In this way, Reformed theology clearly distinguishes itself from other traditions by maintaining that the sacraments are a means of grace (contra most baptistic, Anabaptist, and “Zwinglian” traditions) to our children and yet that “their efficacy resides not in the sacramental elements or in the sacramental action, nor in the character or intention of the one who administers them [contra the Roman Catholic Church], but in Christ’s blessing and the work of the Spirit in their beneficiaries. They are means of grace only to those who fulfill the conditions of the covenant of which they are signs and seals”[ii]—the “conditions” here referring to repentance and faith. And their baptism continually calls them to these twin graces.

Therefore, from the moment our children receive the sacrament of baptism, we should point them to what that sacrament signified for them. Salvation is all of God and wholly His work, and baptism serves as a good reminder of this—one we often need. This is no empty sign. The sovereign good God of the universe, who is your Father, stands behind it.

Continue in Prayer

He is also the Father who hears your prayers. So keep praying. Like the persistent widow, keep praying until your petition is realized. As the stalwart Reformed theologian Charles Hodge stated, there is “an intimate and divinely established connection between the faith of parents and the salvation of their children; such a connection as authorizes them to plead God’s promises, and to expect with confidence, that through his blessing on their faithful efforts, their children will grow up the children of God.”[iii] Do not shy away from enlisting others in the church to pray for your children, either.

Maintain Hope

Above all, continue to hope. Not one of our covenant children is too far gone for God’s grace to be able to reach him or her. Never allow our adversary to sow a lie in your mind to the contrary. No matter how great her sin, no matter how hard his heart, no matter how firm her resolve, no matter how strident his tongue, no matter how advanced her years, our Lord can work the miracle of conversion for a covenant child in the blink of an eye. So keep praying with hope.

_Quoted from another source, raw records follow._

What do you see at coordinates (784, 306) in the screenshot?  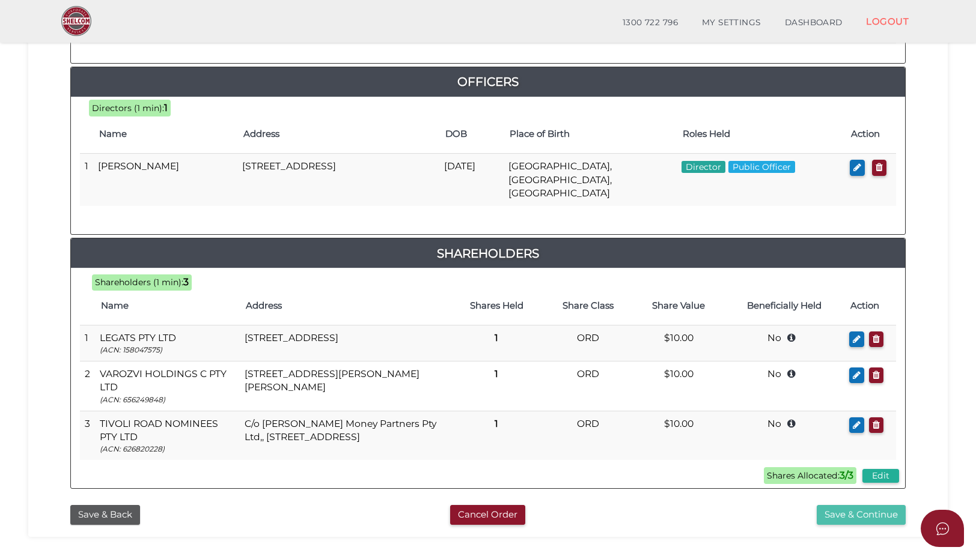 I see `h4: Beneficially Held` at bounding box center [784, 306].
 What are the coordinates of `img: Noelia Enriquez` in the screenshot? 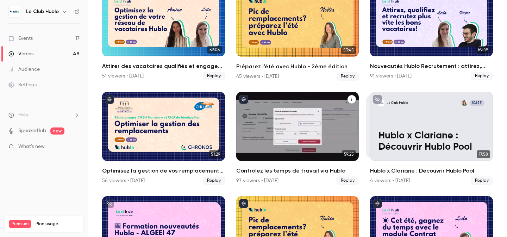 It's located at (464, 103).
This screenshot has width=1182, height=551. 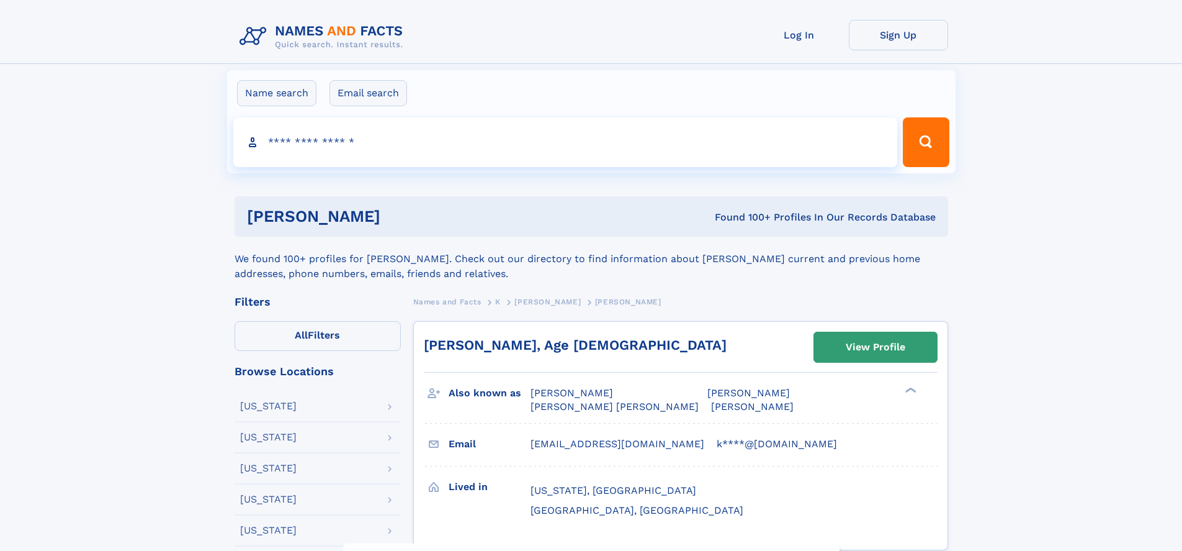 What do you see at coordinates (490, 444) in the screenshot?
I see `h3: Email` at bounding box center [490, 444].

He is a covenant-keeping God. “O Father, this was one of the children of the covenant community. Lord, this child is marked by baptism. Save this child, I pray! Make my child your child. I know that you love me and hear my prayers, so I will keep praying and hoping and trusting.”

Know His Rest

One of my favorite verses in all the Scriptures is the wonderful promise of our Christ, “Come to me all who are weary and heavy laden, and I will give you rest” (Matt. 11:28). This promise is ours as we come to Christ in saving faith, yet it is a promise we need to return to again and again. And it is a promise you need to refresh in your mind, dear Christian parent: God provides great rest for Christian parents of prodigal children. He does not turn a blind eye or a deaf ear to his children—and you are his child. He is a covenant-keeping God, and we can pray for our children with confidence that he will make our children his children, because he works according to his covenant promises. Our God has declared that His promises are not only for us but for our children; let’s live, pray, and believe this. All this truth we professed to believe as we brought our children to the waters of baptism. Let us continue to rest in the fact that He is worthy of our trust.

 

[Editor’s Note: For more about the blessing of baptism, please see Jason Helopoulos, Covenantal Baptism (Phillipsburg, NJ: P&R Publishing, 2021).]

 

[i] Geoffrey W. Bromiley, Children of Promise: The Case for Baptizing Infants (repr., Eugene, OR: Wipf & Stock, 1998), 81.

[ii] Robert Letham, Systematic Theology (Wheaton, IL: Crossway, 2019), 645.

[iii] Charles Hodge, “Bushnell on Christian Nurture,” Biblical Repertory and Princeton Review 19, no. 4 (October 1847): 507. reprinted in Charles Hodge, Essays and Reviews (New York, 1857), 309.